Dynamic vs Fixed CGNAT

Trying to use dynamic CGNAT, with a class list under one subnet and lid id. Have 50+ client subnets and want them to automatically receive nats from that pool. But, I have to enter each client subnet individually (which defeats the purpose). What's the resolution? Also, when is it appropriate to use fixed vs dynamic CGNAT? Or do you use both?

Comments

  • ericnericn Member
    edited August 2018
    Fixed NAT is a way of configuring CGNAT so that internal addresses are deterministicly assigned to you public addresses. The table tells you: this internal address will always be one of these source ports on this public address.

    Most commonly, this is used so that rules can be applied on some upstream device: This public address with these source ports is allowed to that destination, but the same address with different source ports is not. Fixed NAT can also, depending on various factors, reduce the amount of logging.

    Dynamic NAT can be much more efficient in sharing the Public IPs for your internal users, so if public IPv4 addresses are at a premium, you may need to use Dynamic NAT to support your users.

    One way or another, you will need to tell ACOS what your internal, private, IP addresses are. For Fixed NAT, from what I'm hearing, you would probably need to use the ip-list feature, and for DynamicNAT we use the class-list feature.

    In many networks, the internal address space can be summarized with a /16 netmask. As class lists, like routing tables, take the most specific match first, you may be able to reduce the class-list size by defining an aggregated network and then defining the exceptions.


WHAT THE TASK REQUIRES ▸ Except for the images, repeat the entries below word for word.

EXTRACTED ENTRIES ▸
☆ ☆ ☆ ☆

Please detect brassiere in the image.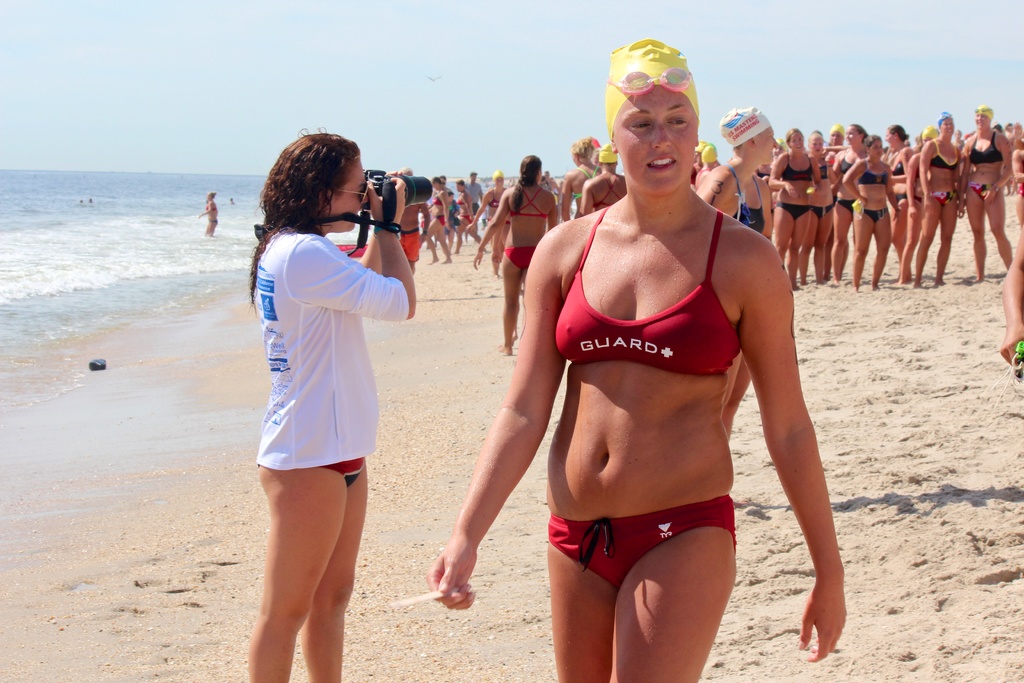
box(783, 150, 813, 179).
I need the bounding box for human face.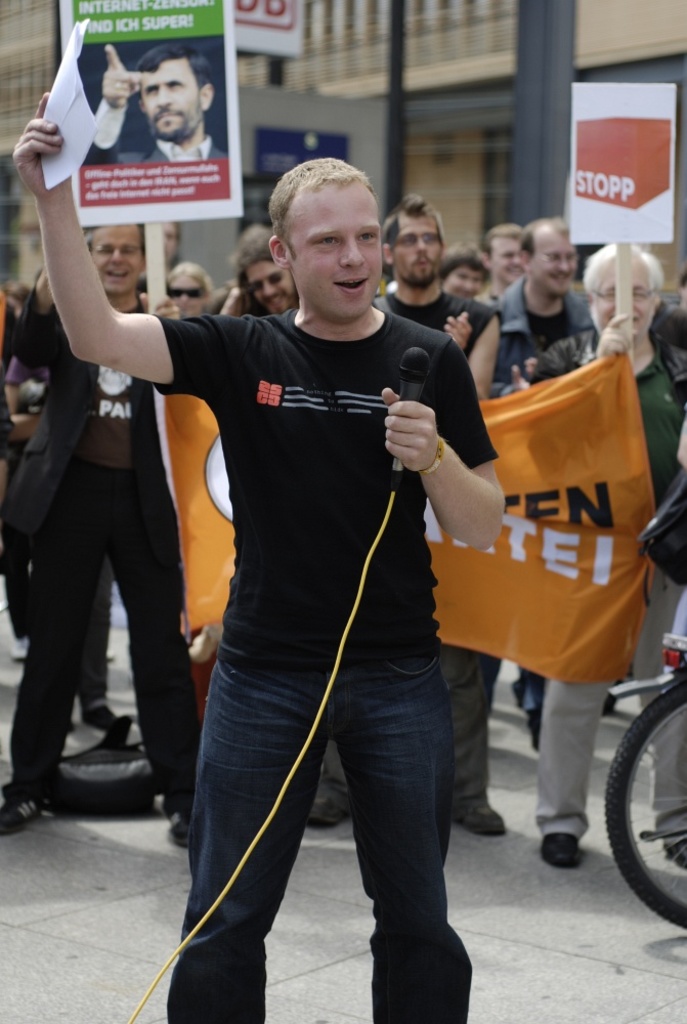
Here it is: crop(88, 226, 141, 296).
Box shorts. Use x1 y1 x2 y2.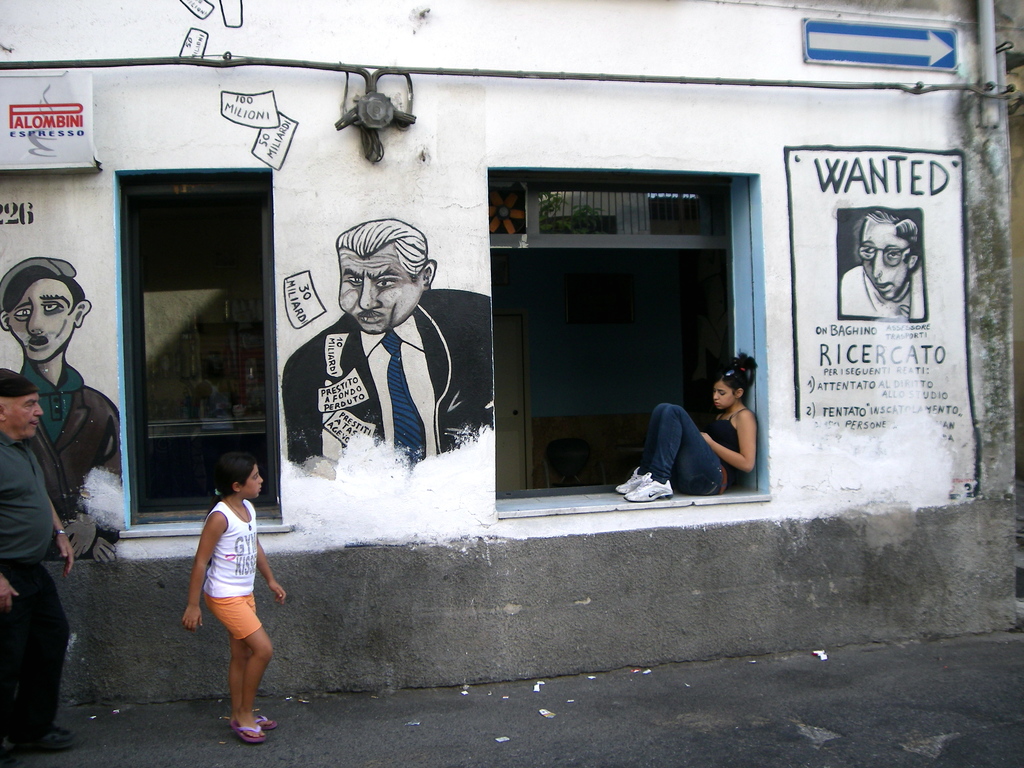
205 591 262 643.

☆ ☆ ☆ ☆

SOLUTION TO THIS TASK ▸
Please detect brassiere in the image.
box(783, 150, 813, 179).
I need the bounding box for human face.
Here it is: crop(88, 226, 141, 296).
Box shorts. Use x1 y1 x2 y2.
205 591 262 643.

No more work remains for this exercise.